Harry Benson began photographing the young Paul McCartney in 1964, a pivotal year for the Beatles when they took America by storm, toured the world, and made their movie debut with A Hard Day’s Night—all documented by the affable Scotsman. And when the Fab Four called it quits, it was Benson who was afforded intimate access to Paul and wife Linda, as Paul forged a new path creatively and personally.
Through Benson’s lens, Paul traces the evolution of its namesake as an icon, performer, and a devoted family man. We follow the musician at the height of his fame with the Beatles; in the recording studio with Linda and their band, Wings; with the family; behind the scenes and on stage during the 1975–76 “Wings Over
America” tour; dancing the night away at a star-studded party on the Queen Mary to celebrate the band’s newest album; and with Linda on the couple’s farm in the U.K. in the early 1990s—a fittingly soft landing after so many years of flying high.
Featuring more than 100 color and black-and-white images by the legendary photojournalist, many never seen before, this collection is a window onto a one-of-a-kind artist, one who has remained somewhat enigmatic despite nearly a lifetime of being in the limelight.
TASCHEN: Hardcover in acrylic box, 10.6 x 14.7 in., 13.20 lb, 172 pages, numbered and signed by Harry Benson.
IN STOCK: $750 No. 496
“I want my life to be in my work, crushed into my painting like a pressed car. If it’s not, my work is just some stuff.” Julian Schnabel said this on the eve of his first solo exhibition in New York in 1979 that made him an overnight success. Since then, he has been synonymous with painting’s return to new relevance. Schnabel finds his materials in the fabric of the everyday. His plate paintings use broken crockery to form an improbable picture, ground in everyday materials, while he also paints on velvet, market stall covers, army tarps, kabuki theater backdrops, and boxing ring floors—materials that lend their history to a painterly exploration, often discovered on his travels or around his outdoor studios.
Place is important to Schnabel, both when he is creating the works, and when installing them in specific sites that add their own rich history to the layers of meaning. His art knows no distinction between abstract and figurative, but sometimes the figurative shapes find their own lives in sculptures that transpose the paintings into space as raw, seemingly time-worn artifacts. Meanwhile, Schnabel has become famous as a movie director, creating six films to date, including Basquiat (1996), which offered an inside view of the New York art scene of the late 1970s and ‘80s and an intimate portrait of its title star; The Diving Bell and Butterfly (2007), a portrait of a man with locked-in syndrome refusing to give up that won Schnabel two Golden Globes; and the Van Gogh portrait At Eternity’s Gate (2018), a testament to the spirit of creativity.
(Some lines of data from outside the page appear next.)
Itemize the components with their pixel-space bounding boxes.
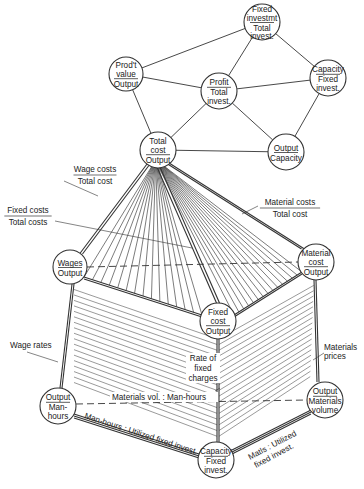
node-denominator: Output [146, 156, 171, 165]
node-numerator: Output [46, 393, 71, 402]
node-denominator: Output [58, 269, 83, 278]
node-denominator: invest. [207, 97, 231, 106]
node-numerator: investmt [247, 14, 278, 23]
label-rate-of-fixed-charges: fixed [194, 364, 212, 373]
label-material-costs: Material costsTotal cost [260, 198, 320, 219]
label-materials-vol-man-hours: Materials vol. : Man-hours [112, 393, 206, 402]
node-numerator: cost [308, 258, 324, 267]
label-wage-costs-numerator: Wage costs [74, 165, 116, 174]
node-numerator: cost [210, 317, 226, 326]
node-profit-total-invest: ProfitTotalinvest. [201, 73, 237, 109]
node-fixed-cost-output: FixedcostOutput [200, 303, 236, 339]
node-numerator: Output [274, 144, 299, 153]
node-output-man-hours: OutputMan-hours [40, 388, 76, 424]
label-materials-prices: prices [324, 352, 346, 361]
node-material-cost-output: MaterialcostOutput [298, 244, 334, 280]
label-wage-costs: Wage costsTotal cost [74, 165, 117, 186]
label-materials-prices: Materials [324, 343, 357, 352]
node-denominator: volume [312, 406, 339, 415]
node-wages-output: WagesOutput [53, 250, 87, 284]
node-denominator: Capacity [270, 154, 303, 163]
node-fixed-invest-total: FixedinvestmtTotalinvest. [244, 4, 280, 41]
label-material-costs-denominator: Total cost [273, 210, 308, 219]
node-numerator: Capacity [200, 447, 233, 456]
label-fixed-costs-numerator: Fixed costs [7, 206, 48, 215]
node-output-capacity: OutputCapacity [268, 134, 304, 170]
ratio-nodes: FixedinvestmtTotalinvest.Prod'tvalueOutp… [40, 4, 346, 478]
node-total-cost-output: TotalcostOutput [140, 132, 176, 168]
node-numerator: Capacity [312, 65, 345, 74]
node-numerator: cost [150, 146, 166, 155]
label-rate-of-fixed-charges: charges [188, 374, 217, 383]
node-denominator: hours [48, 412, 68, 421]
node-denominator: Output [206, 327, 231, 336]
node-numerator: Output [313, 387, 338, 396]
node-numerator: Wages [57, 259, 82, 268]
node-output-materials-volume: OutputMaterialsvolume [307, 382, 343, 418]
label-wage-costs-denominator: Total cost [78, 177, 113, 186]
node-capacity-fixed-invest-bottom: CapacityFixedinvest. [198, 442, 234, 478]
node-denominator: Output [114, 80, 139, 89]
node-denominator: Output [304, 268, 329, 277]
label-man-hours-utilized: Man-hours : Utilized fixed invest. [83, 411, 198, 456]
node-denominator: invest. [250, 32, 274, 41]
node-capacity-fixed-invest-top: CapacityFixedinvest. [310, 60, 346, 96]
label-wage-rates: Wage rates [10, 341, 52, 350]
node-numerator: value [116, 70, 136, 79]
label-rate-of-fixed-charges: Rate of [190, 354, 217, 363]
node-denominator: invest. [316, 84, 340, 93]
label-fixed-costs-denominator: Total costs [9, 218, 48, 227]
label-fixed-costs: Fixed costsTotal costs [4, 206, 51, 227]
ratio-pyramid-diagram: FixedinvestmtTotalinvest.Prod'tvalueOutp… [0, 0, 364, 489]
label-material-costs-numerator: Material costs [265, 198, 316, 207]
node-denominator: invest. [204, 466, 228, 475]
node-numerator: Profit [209, 78, 229, 87]
node-prod-value-output: Prod'tvalueOutput [109, 57, 143, 91]
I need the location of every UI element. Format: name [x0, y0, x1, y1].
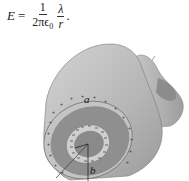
formula-fraction-lambda-over-r: λ r — [57, 3, 64, 30]
fraction-denominator: 2πϵ0 — [32, 15, 53, 31]
label-a: a — [84, 93, 90, 105]
label-b: b — [90, 164, 96, 176]
coaxial-cable-figure: ++++ +++ ++++ ++++ +++ a b — [0, 40, 189, 181]
formula-equals: = — [18, 8, 25, 24]
svg-text:+: + — [70, 95, 73, 101]
svg-text:+: + — [126, 159, 129, 165]
svg-text:+: + — [60, 101, 63, 107]
svg-text:+: + — [129, 148, 132, 154]
svg-text:+: + — [47, 130, 50, 136]
formula-lhs: E — [7, 8, 15, 24]
svg-text:+: + — [93, 94, 96, 100]
denominator-text: 2πϵ — [32, 15, 49, 29]
svg-text:+: + — [49, 152, 52, 158]
svg-text:+: + — [52, 109, 55, 115]
fraction-numerator: 1 — [39, 1, 47, 15]
lambda-numerator: λ — [57, 3, 64, 17]
svg-text:+: + — [47, 141, 50, 147]
svg-text:+: + — [114, 105, 117, 111]
svg-text:+: + — [122, 114, 125, 120]
svg-text:+: + — [49, 119, 52, 125]
coaxial-cable-illustration: ++++ +++ ++++ ++++ +++ — [0, 40, 189, 181]
formula-fraction-constant: 1 2πϵ0 — [32, 1, 53, 31]
svg-text:+: + — [54, 162, 57, 168]
svg-text:+: + — [104, 98, 107, 104]
svg-text:+: + — [130, 136, 133, 142]
r-denominator: r — [58, 17, 63, 30]
epsilon-subscript: 0 — [49, 22, 53, 31]
svg-text:+: + — [128, 125, 131, 131]
formula-period: . — [66, 8, 69, 24]
electric-field-formula: E = 1 2πϵ0 λ r . — [7, 2, 70, 30]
The complete range of Schnabel’s work is now portrayed in unprecedented depth in this limited-edition book, made in close collaboration with the artist, who selected the works and designed the cover. The texts were contributed by friends and collaborators: Laurie Anderson draws a close portrait of the artist; in three art-historical essays, Éric de Chassey discusses the paintings, Bonnie Clearwater the sculpture, and Max Hollein the site-specific work; Donatien Grau writes on the Palazzo Chupi, the artist’s dream of a Venetian palace in New York’s West Village; while the novelist Daniel Kehlmann explores his cinematic oeuvre. This fittingly oversized edition allows you to study the surfaces and the many painterly incidents, offering the most generous opportunity to experience Schnabel’s art outside of meeting it in person.